Let's hope the changes that follow from the "peanut butter memo" make selective use of the talent and assets they've gathered rather than simply imposing symmetrical cuts across the board, laying waste to some good foundations for growth.

2 years ago

in Yahoo! This peanut butter is del.icio.us on Mathew's comments
I know that from a business and acquisitions perspective, Yahoo has seemed stagnant for a while, however from my perspective in the web development geek sphere, Yahoo has been doing a stellar job snarfing up a preponderance of the top talent in the DHTML/Javascript/RichUI (or if you prefer "Ajax") field. Douglas Crockford, Bill Scott, and Simon Willison are but three of the top guys they have on staff - one could easily list a score of others (Eric Costello form the Flickr team comes immediately to mind). They have also contributed some really good development tools for the betterment of the rich UI world with their YUI library and Design Patterns library.

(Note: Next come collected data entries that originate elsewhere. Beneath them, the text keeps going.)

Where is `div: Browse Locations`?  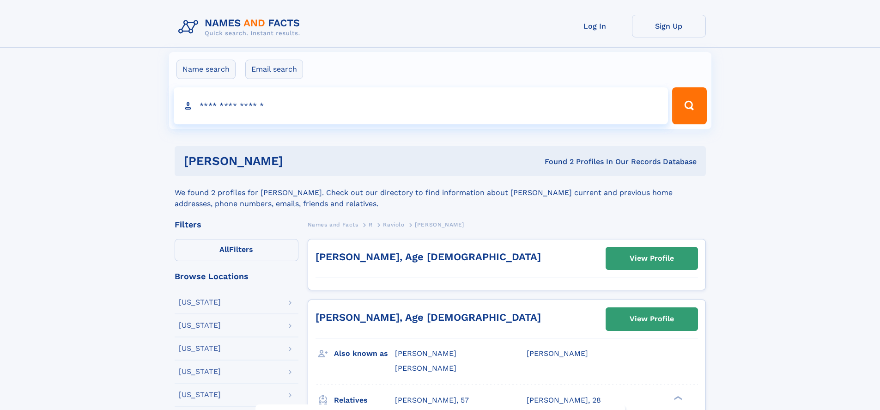 div: Browse Locations is located at coordinates (236, 276).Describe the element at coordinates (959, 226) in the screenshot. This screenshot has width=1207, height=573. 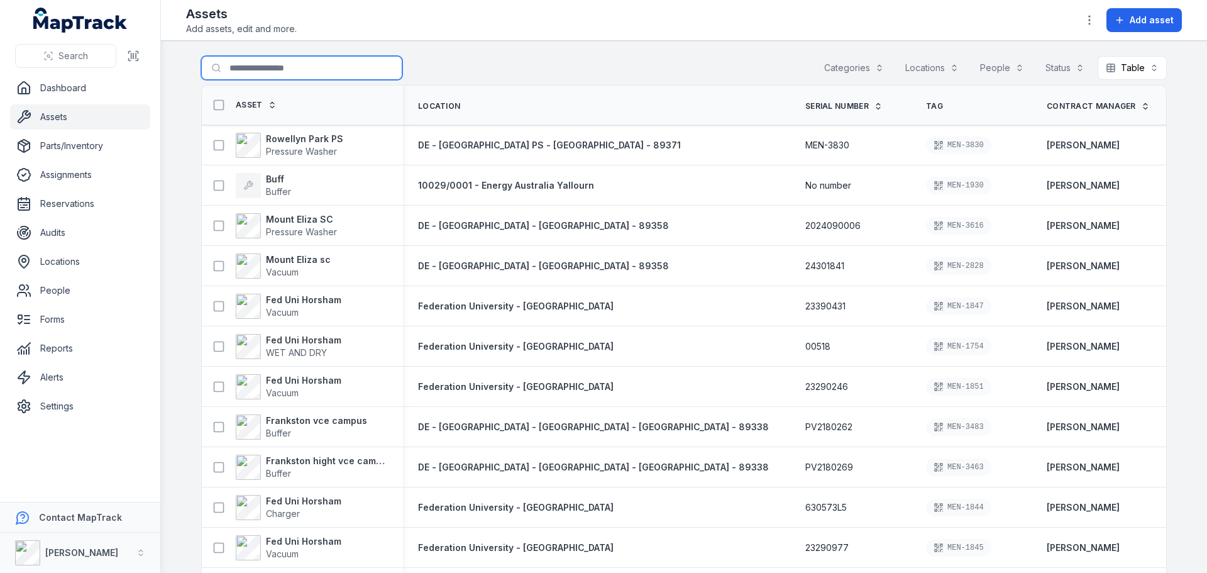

My take is that they are investing some good effort in talent and assets in preparation for whatever Web 2.0 turns out to actually be.

2 years ago

in HP has major ethical problem, day 4 on Scobleizer
I think anyone who tries to feed us the bullshit that the fraud of impersonation can be reframed as some lesser transgression called "pretexting" perhaps deserves to be sent to Guantanamo and subjected to "waterboarding" and other such fun-sounding and equally accurately named diversions.